On a January morning
Resting in my favourite beige upholstered accent chair, I look out the window; it is a rain-drenched day of January. Although rain in winter is common here in Delaware, today it is both rainy and foggy. At this moment, the only sound I hear other than that of rain falling is the one of rainwater being splashed by moving cars. As someone who grew up in a tropical country and enjoys warm weather, the first month of the year can be quite melancholic, chiefly because of the kind of weather the month brings along with it.
December, although freezing, is a festive month in this part of the world and there are things to look forward to. Christmas lights and displays, holiday merchandise at shops, and holiday desserts at eateries and grocery shops add joy and warmth to a cold December. In comparison, the month following December is icy-cold and icy-cold only, both in terms of mood and temperature. January feels like what you feel after house guests leave; your house suddenly feels empty, quiet, and lonely.
Today, as I sit by my bedroom window and watch light rain tapping at the windowpane and a dense fog embracing the world, I am reminded of the things I left behind in a distant past. Nostalgia has got to me today.
All of a sudden, I can smell the roses and marigolds that bloomed during winter on the rooftop of the house I spent a decade of my childhood. Suddenly, I can feel the gentle warmth of the tropical winter sun against my skin. Off in the distance, I can hear my grandma's voice, I can picture her sitting in the balcony, basking in the afternoon sun — her sparse hair, long and grey, glimmering.
This foggy day of January transports me back to the winters of my childhood, which were very different from the winters I experience here. In Bangladesh, I never had to don anything more than a woollen sweater during winter months, not even a hat. Coats, gloves, and thick boots were out of the question; nobody needs them in tropical winter.
In my childhood, winter was synonymous with pitha (rice cake). The aroma of freshly prepared bhapa, puli, chitoi, or patishapta filled a house with warmth and happiness. The feeling is similar to what Westerners feel when they have cookies being baked in the house, especially around Christmas time.
I cannot make rice cakes, I never tried to make any. However, I buy frozen rice cakes that come all the way from Bangladesh and steam them at home. In winter, you can smell bhapa, puli, and chitoi in my house, too. These frozen rice cakes bring a little bit of Bangladeshi winter to my home away from home.
One cannot spend an entire day reminiscing about what one has left behind and what cannot be revisited. If one tried doing it, their present life would come to a standstill. Because human nature is to move on, thinking about long-gone moments for very long is undesirable.
The fog is lifting and nature, although grey and dismal, is slowly coming into view — the rain has stopped, too — it is now time for me to bring my gaze back to the material world, for one cannot wallow in nostalgia for too long, not even on a cold-unkind January day.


- _What needs to be done_
Search the material for the word "Image" and report each line where it turns up.
Top of Material to process
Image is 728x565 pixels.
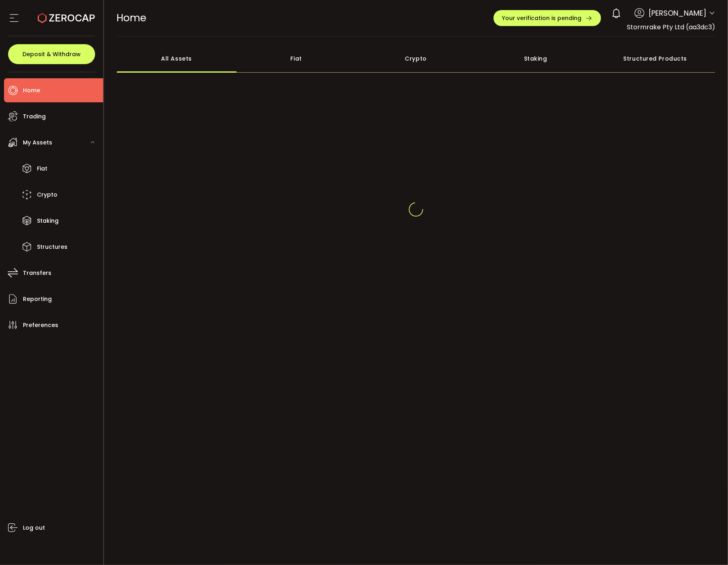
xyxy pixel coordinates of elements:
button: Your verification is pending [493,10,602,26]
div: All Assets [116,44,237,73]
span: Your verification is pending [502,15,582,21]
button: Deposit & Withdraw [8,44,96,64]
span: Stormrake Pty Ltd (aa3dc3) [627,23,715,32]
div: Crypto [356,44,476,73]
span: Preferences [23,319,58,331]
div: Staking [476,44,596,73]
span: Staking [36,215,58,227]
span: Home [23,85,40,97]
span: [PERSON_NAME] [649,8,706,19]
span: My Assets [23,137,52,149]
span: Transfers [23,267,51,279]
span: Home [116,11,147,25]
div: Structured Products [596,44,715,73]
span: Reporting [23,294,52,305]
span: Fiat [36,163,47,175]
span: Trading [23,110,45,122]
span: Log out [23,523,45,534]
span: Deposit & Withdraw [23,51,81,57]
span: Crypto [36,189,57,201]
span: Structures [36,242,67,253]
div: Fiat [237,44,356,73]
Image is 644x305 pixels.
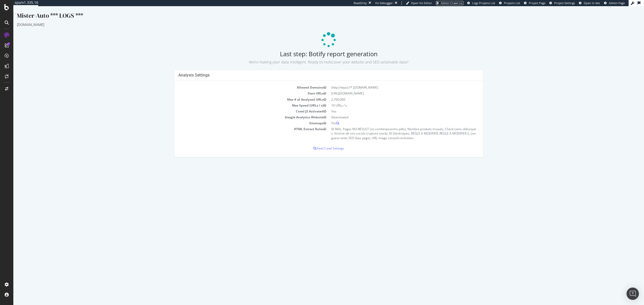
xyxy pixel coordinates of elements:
Bottom of Material to process
Top of Material to process
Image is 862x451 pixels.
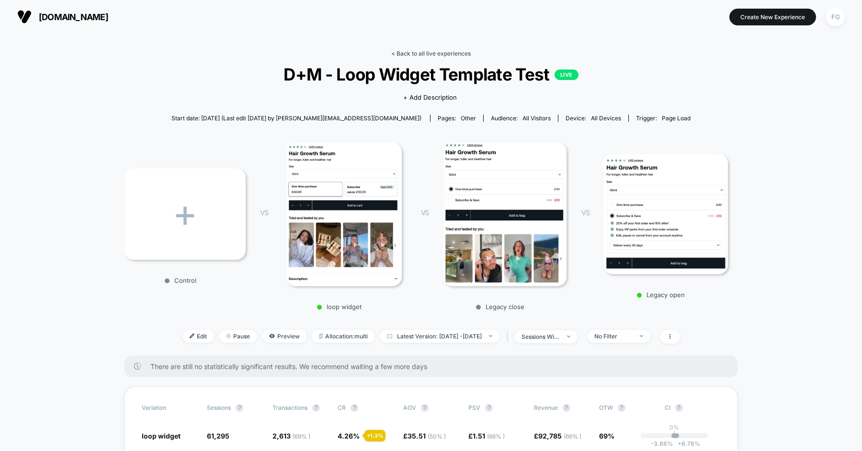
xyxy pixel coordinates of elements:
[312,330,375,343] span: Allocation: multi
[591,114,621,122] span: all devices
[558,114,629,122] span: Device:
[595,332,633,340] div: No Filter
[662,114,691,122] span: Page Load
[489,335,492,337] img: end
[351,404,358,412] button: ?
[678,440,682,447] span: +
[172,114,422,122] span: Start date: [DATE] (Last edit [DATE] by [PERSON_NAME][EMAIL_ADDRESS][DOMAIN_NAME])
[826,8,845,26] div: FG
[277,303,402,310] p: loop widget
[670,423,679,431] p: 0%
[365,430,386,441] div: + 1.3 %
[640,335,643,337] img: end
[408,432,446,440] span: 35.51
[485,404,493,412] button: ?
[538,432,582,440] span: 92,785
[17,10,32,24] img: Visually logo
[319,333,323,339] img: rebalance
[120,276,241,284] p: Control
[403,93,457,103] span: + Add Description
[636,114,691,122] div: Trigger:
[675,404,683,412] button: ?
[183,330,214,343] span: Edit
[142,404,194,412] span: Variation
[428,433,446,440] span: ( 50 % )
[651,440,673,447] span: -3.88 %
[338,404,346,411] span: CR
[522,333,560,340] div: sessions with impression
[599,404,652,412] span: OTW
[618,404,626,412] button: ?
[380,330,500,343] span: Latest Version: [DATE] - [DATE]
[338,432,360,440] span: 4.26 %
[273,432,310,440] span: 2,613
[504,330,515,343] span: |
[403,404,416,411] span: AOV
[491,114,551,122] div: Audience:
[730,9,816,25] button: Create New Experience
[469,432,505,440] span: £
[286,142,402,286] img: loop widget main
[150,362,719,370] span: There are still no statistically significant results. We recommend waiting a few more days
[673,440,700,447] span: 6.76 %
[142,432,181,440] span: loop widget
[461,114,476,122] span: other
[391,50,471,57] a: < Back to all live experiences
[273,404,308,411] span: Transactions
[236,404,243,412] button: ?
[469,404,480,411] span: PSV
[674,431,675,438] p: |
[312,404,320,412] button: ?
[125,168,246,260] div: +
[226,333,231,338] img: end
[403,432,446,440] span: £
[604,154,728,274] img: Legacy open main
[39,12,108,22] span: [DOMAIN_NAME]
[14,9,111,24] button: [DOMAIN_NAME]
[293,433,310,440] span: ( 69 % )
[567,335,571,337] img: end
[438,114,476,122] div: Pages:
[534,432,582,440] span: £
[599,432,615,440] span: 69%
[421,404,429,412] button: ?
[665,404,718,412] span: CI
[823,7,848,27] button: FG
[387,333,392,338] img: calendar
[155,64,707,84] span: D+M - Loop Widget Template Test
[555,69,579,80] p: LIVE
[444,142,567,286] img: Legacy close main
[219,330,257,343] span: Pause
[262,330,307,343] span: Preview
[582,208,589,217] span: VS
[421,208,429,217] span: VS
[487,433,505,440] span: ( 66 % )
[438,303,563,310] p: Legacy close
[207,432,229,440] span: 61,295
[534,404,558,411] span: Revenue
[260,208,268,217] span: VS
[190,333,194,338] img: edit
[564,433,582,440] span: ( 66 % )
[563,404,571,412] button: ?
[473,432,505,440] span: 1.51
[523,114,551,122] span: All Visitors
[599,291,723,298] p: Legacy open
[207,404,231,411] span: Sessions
Bottom of Material to process
- _Your solution_
Image is 728x565 pixels.
Image is 644x305 pixels.
Image is 862x451 pixels.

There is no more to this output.